3/11/2023–|Last updated: 11/3/202307:53 PM (Mecca time)
The Asian Football Confederation imposed a fine on the Iranian Sepahan Club amounting to $200,000 and prevented it from playing at the Taqash-e-Jahan Stadium after canceling its match against the Saudi Al-Ittihad in the AFC Champions League in early last October.
The Continental Union counted Al-Ittihad as a 3-0 winner in the match, which was canceled after Al-Ittihad players refused to enter the field due to the placement of a statue of the late Iranian general. Qasem Soleimani At the entrance to the stadium.
The Iranian club will not be allowed to play the next two matches in the tournament at home against Uzbekistan’s AGMK next Monday and the Iraqi club Al-Quwa Al-Jawiya on November 27, with the third match suspended amid a 3-year stadium ban.
The AFC Disciplinary Committee said Sepahan’s action “created an unsafe and unstable environment” and “caused damage to the reputation of the AFC, the AFC Champions League and Asian football in general.”
The incident occurred in the city of Isfahan on October 2, when the match was canceled minutes after it was scheduled to start, in the presence of about 60,000 fans in the stadium.
The Saudi Al-Ittihad score rose to 9 points from 3 matches, at the top of the Group C standings, 5 points ahead of Al-Quwa Al-Jawiya and Sepahan, while “AGMK” is at the bottom of the standings with no points.
Qasem Soleimani, a prominent general in the Iranian Revolutionary Guard, was killed near Baghdad airport in a US drone strike in January 2020.
This year’s AFC Champions League is the first since 2016 in which clubs from both countries are allowed to play each other home and away.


### Activity
Starting at the line that contains "At what (x,y)", write out every line through the end of the records exactly as it stands, and leave out all pictures.

### Supplied data
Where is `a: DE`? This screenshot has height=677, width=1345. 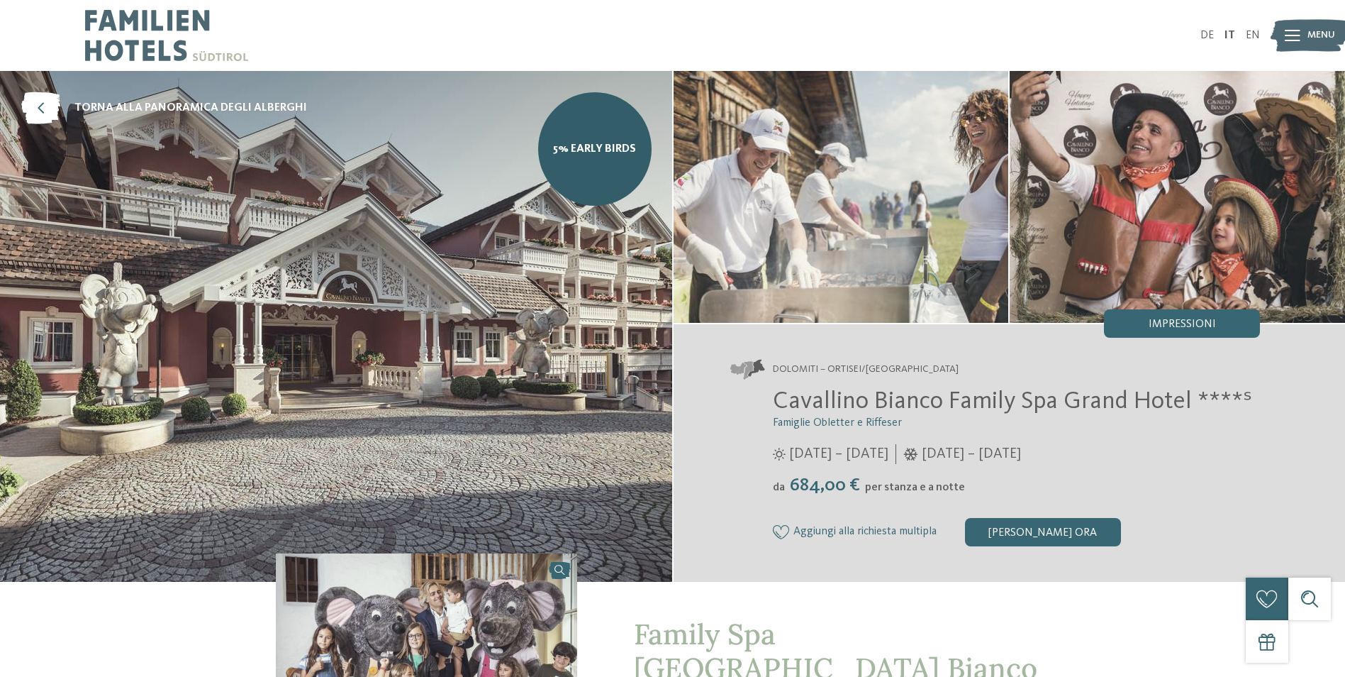 a: DE is located at coordinates (1207, 35).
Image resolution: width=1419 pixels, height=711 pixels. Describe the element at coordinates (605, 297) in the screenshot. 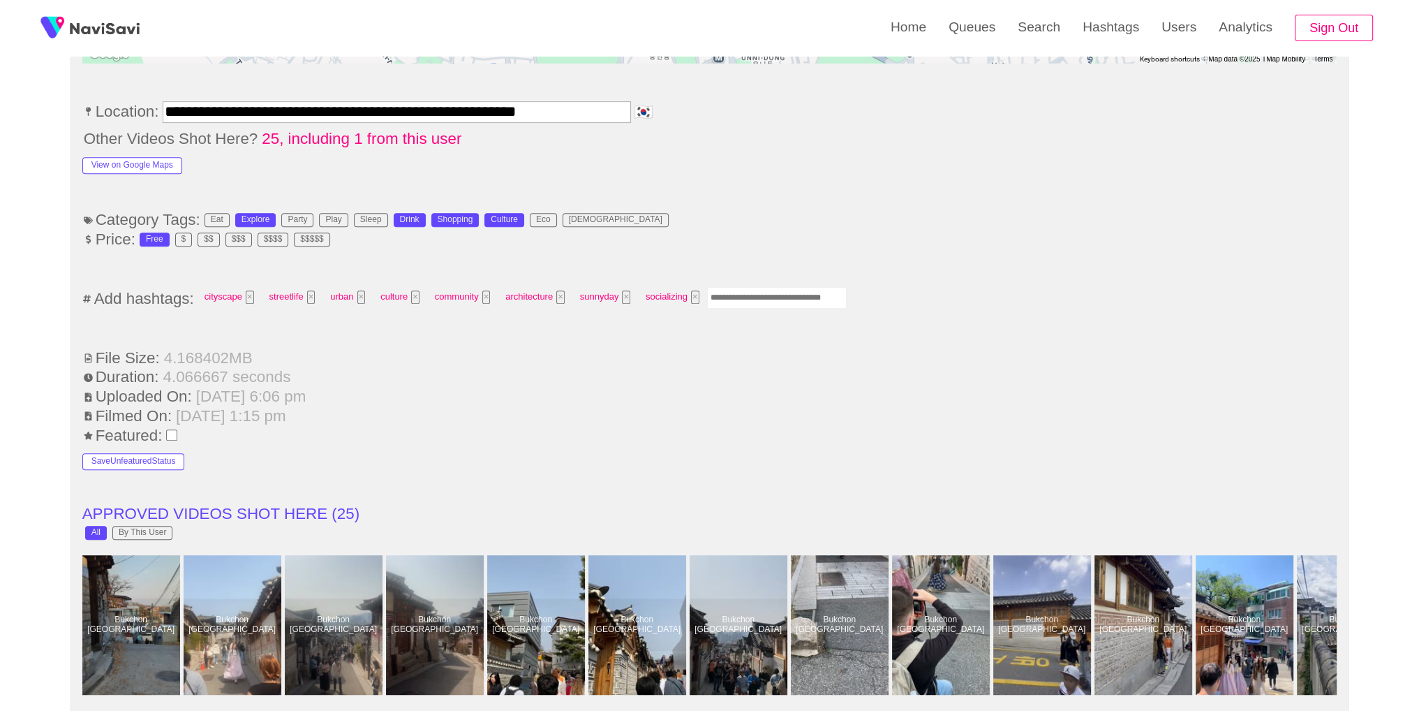

I see `span: sunnyday` at that location.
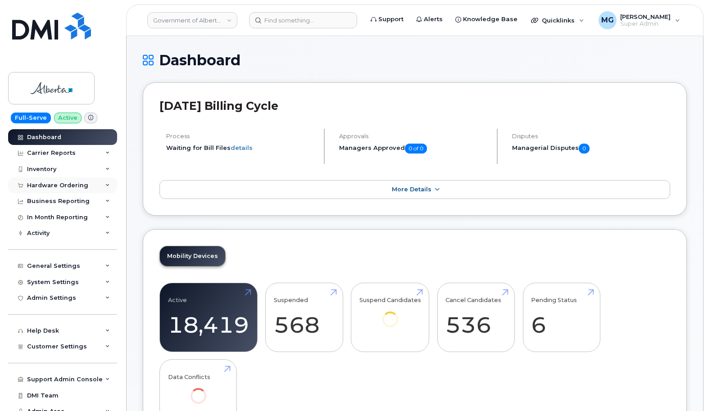 The width and height of the screenshot is (708, 411). I want to click on h5: Managers Approved, so click(414, 149).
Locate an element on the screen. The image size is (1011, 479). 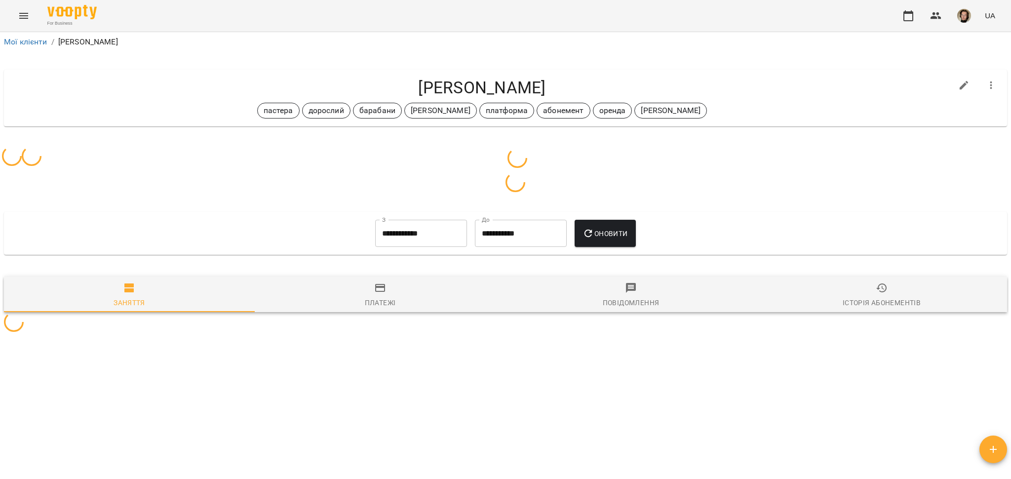
span: UA is located at coordinates (990, 15).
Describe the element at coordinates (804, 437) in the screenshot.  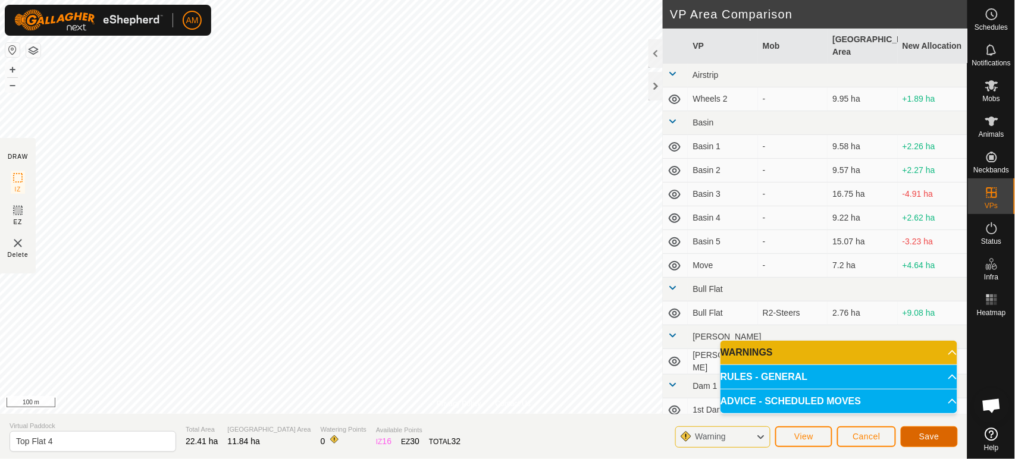
I see `button: View` at that location.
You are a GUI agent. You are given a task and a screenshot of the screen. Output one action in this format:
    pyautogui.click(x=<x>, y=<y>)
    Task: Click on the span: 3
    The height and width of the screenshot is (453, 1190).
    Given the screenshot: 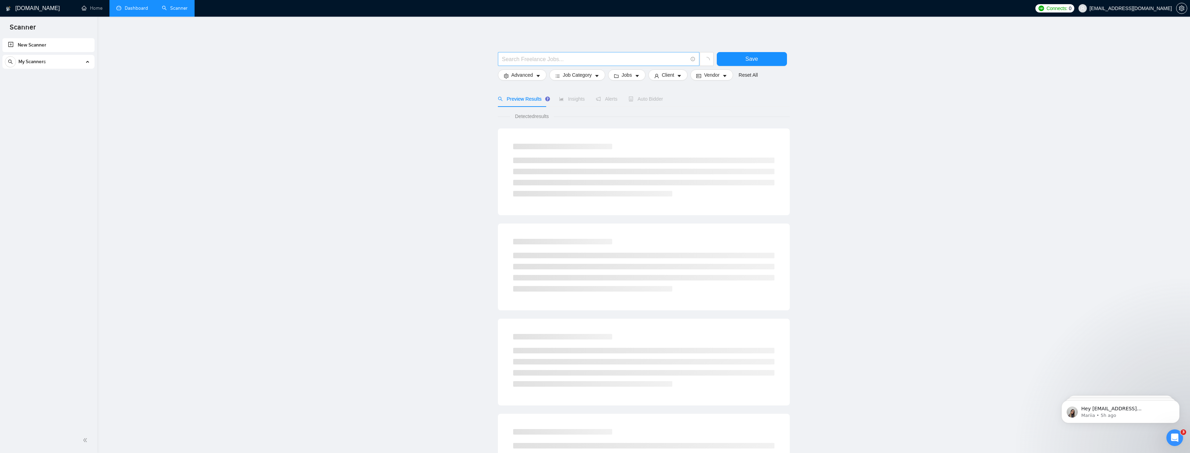 What is the action you would take?
    pyautogui.click(x=1183, y=432)
    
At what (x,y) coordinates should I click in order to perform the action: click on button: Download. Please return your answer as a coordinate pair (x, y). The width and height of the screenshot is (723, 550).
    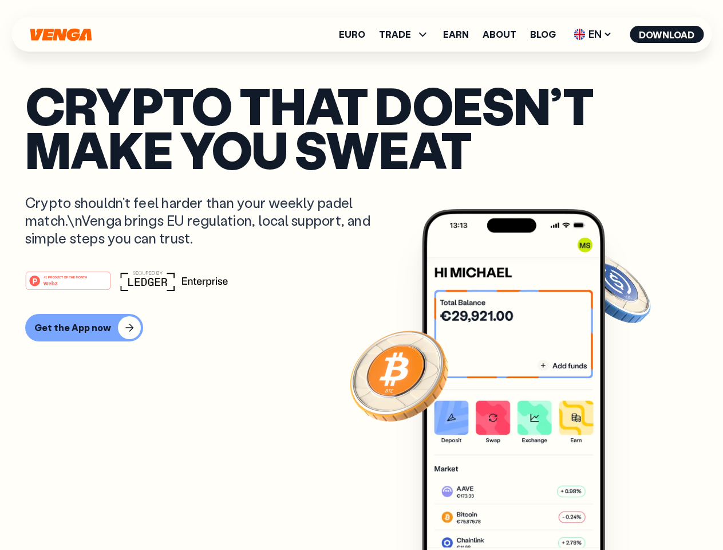
    Looking at the image, I should click on (666, 34).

### Problem solution
At what (x,y) coordinates should I click in order to perform the action: click on button: Download. Please return your answer as a coordinate pair (x, y). The width and height of the screenshot is (723, 550).
    Looking at the image, I should click on (666, 34).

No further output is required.